DEC 12, 2025

Tiny Chip Could Scale Quantum Computers

WRITTEN BY: Laurence Tognetti, MSc

How can a computer chip the size of a human hair enhance the future of quantum computing? This is what a recent study published in Nature Communications hopes to address as a team of researchers investigated a new device that could greatly reduce the size of quantum computers. This study has the potential to help scientists and engineers develop new and exciting methods for quantum computers, which can conduct tasks with far greater efficiency than classical computers.

For the study, the researchers presented a novel device estimated to be 100 times smaller than a human hair, but capable of potentially advancing quantum computing using lasers controlling basic quantum information units called qubits. Laser power is produced through microwave-frequency vibrations at billions of times per second, enabling laser beam control, improving both power and efficiency.

“You’re not going to build a quantum computer with 100,000 bulk electro-optic modulators sitting in a warehouse full of optical tables,” said Dr. Matthew Eichenfield, who is a Professor of Optical Sciences at the University of Arizona and a co-author on the study. “You need some much more scalable ways to manufacture them that don’t have to be hand-assembled and with long optical paths. While you’re at it, if you can make them all fit on a few small microchips and produce 100 times less heat, you’re much more likely to make it work.”

First proposed in the early 1980s, quantum computing is predicted to have the potential to solve problems with greater efficiency and speed than classical computers by harnessing quantum effects like superposition and entanglement. The applications of quantum computing include cryptography, materials and drug discovery, climate and financial modeling, optimization, and simulating complex quantum systems fundamental to physics and chemistry.

How will this new device enhance quantum computers in the coming years and decades? Only time will tell, and this is why we science!

As always, keep doing science & keep looking up!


**Exercise**
The output should consist solely of the lines running from the one that contains "x1 y1 x2 y2." through the end of the records below, copied exactly.

(Text-to-region grounding data)

[Start of Attachment]

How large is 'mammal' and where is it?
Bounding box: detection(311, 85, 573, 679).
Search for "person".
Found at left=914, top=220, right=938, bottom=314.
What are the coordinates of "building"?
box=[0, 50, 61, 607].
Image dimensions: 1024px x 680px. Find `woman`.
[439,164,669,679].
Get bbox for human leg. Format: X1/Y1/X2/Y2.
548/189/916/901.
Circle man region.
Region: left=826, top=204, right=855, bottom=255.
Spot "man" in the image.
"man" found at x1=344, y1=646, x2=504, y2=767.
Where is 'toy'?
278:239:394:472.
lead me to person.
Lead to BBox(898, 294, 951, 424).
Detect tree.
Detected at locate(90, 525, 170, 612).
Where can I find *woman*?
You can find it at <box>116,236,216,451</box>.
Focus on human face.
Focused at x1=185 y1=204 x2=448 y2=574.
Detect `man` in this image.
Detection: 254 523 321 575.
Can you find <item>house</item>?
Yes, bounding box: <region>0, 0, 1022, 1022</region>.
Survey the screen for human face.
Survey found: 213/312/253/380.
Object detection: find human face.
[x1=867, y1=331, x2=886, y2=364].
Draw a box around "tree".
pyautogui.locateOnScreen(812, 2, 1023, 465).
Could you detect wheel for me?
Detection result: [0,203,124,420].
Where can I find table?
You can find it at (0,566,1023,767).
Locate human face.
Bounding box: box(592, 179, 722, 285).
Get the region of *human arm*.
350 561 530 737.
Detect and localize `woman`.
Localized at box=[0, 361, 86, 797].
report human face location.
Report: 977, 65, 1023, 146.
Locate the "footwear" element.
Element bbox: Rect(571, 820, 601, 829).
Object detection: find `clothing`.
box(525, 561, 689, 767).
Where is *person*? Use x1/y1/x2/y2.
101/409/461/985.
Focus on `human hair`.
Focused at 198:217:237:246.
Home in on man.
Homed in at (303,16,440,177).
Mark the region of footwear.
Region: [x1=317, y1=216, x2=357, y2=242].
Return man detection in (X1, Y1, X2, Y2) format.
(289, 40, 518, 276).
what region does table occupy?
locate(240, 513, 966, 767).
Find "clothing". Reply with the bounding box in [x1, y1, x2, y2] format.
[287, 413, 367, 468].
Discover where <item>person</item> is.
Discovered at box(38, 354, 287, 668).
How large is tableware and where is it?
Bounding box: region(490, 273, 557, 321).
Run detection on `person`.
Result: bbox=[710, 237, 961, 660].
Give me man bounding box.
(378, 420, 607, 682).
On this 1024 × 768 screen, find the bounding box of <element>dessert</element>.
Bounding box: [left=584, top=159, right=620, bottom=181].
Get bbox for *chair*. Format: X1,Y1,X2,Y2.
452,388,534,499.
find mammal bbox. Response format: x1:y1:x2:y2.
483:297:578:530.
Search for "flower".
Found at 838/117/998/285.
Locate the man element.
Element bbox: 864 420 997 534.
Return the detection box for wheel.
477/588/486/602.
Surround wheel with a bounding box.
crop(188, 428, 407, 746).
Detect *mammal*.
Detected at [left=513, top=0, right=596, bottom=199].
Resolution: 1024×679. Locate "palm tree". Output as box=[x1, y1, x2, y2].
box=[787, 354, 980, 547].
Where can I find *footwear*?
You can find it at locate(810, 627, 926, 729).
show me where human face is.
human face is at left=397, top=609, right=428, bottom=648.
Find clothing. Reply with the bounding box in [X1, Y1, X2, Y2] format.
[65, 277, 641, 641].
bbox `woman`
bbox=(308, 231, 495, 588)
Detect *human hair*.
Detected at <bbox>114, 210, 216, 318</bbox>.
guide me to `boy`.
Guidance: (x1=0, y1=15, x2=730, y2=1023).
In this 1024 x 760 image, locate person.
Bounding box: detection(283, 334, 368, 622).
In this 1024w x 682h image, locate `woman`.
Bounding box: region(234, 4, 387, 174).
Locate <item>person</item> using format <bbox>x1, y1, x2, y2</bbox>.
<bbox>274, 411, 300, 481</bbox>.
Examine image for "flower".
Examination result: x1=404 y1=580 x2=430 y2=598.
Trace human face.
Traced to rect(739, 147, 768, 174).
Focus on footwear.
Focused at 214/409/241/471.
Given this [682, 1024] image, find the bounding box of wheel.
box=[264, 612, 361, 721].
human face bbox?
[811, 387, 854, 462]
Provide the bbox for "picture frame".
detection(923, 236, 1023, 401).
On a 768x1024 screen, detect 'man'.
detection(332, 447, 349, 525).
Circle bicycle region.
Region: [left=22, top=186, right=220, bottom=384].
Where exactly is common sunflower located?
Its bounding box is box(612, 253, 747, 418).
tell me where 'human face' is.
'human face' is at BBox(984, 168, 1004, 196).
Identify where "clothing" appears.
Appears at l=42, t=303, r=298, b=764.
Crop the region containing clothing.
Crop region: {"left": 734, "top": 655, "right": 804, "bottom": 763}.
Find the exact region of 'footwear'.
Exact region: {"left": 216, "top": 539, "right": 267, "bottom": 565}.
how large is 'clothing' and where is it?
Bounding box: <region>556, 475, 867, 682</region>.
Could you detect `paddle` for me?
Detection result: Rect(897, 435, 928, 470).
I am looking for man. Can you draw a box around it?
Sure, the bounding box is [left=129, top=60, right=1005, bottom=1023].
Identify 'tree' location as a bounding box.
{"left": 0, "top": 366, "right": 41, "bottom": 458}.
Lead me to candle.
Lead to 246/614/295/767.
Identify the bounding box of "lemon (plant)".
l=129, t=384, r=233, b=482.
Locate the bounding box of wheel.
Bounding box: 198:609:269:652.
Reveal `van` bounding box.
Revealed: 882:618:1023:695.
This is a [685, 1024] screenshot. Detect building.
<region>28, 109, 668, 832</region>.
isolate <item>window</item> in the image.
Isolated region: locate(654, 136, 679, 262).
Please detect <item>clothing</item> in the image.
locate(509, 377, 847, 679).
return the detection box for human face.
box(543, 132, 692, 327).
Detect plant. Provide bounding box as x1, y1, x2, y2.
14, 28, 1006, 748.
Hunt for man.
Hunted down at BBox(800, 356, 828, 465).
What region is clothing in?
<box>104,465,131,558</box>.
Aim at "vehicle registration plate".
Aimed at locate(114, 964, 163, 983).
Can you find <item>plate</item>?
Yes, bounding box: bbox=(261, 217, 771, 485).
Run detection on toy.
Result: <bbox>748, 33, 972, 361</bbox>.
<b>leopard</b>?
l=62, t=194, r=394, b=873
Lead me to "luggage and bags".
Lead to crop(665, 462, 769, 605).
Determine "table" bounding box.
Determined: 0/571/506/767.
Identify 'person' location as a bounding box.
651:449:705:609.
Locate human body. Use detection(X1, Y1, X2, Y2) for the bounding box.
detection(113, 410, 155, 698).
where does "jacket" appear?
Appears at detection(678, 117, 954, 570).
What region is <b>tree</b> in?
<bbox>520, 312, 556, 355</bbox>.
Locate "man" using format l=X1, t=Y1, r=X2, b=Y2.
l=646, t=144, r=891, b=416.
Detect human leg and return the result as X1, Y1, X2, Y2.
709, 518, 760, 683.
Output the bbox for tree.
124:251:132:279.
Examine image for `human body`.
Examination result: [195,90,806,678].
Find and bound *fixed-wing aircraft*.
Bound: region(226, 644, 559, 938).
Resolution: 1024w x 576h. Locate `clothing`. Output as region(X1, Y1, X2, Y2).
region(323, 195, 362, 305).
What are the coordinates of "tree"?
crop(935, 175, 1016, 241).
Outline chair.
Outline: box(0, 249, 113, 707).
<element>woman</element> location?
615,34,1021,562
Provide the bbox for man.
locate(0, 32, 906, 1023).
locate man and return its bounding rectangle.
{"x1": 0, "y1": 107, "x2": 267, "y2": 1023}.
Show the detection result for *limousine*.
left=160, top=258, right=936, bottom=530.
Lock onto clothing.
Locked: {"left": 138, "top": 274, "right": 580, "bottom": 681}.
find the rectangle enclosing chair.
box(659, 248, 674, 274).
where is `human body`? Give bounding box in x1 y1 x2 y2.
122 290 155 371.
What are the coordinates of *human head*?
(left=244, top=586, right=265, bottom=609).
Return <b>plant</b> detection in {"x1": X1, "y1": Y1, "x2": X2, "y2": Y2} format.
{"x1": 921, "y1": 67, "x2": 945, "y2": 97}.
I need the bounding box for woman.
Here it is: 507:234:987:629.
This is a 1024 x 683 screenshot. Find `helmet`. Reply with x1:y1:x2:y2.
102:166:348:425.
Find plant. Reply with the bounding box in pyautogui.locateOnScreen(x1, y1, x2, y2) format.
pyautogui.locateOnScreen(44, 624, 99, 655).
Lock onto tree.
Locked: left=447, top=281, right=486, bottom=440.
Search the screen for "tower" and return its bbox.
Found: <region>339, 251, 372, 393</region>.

[End of Attachment]

**Task answer**
where is `human body`? Give bounding box in x1 y1 x2 y2.
122 290 155 371.
What are the coordinates of *human head*?
(left=244, top=586, right=265, bottom=609).
Return <b>plant</b> detection in {"x1": X1, "y1": Y1, "x2": X2, "y2": Y2} format.
{"x1": 921, "y1": 67, "x2": 945, "y2": 97}.
I need the bounding box for woman.
Here it is: 507:234:987:629.
This is a 1024 x 683 screenshot. Find `helmet`. Reply with x1:y1:x2:y2.
102:166:348:425.
Find plant. Reply with the bounding box in pyautogui.locateOnScreen(x1, y1, x2, y2) format.
pyautogui.locateOnScreen(44, 624, 99, 655).
Lock onto tree.
Locked: left=447, top=281, right=486, bottom=440.
Search the screen for "tower" and return its bbox.
Found: <region>339, 251, 372, 393</region>.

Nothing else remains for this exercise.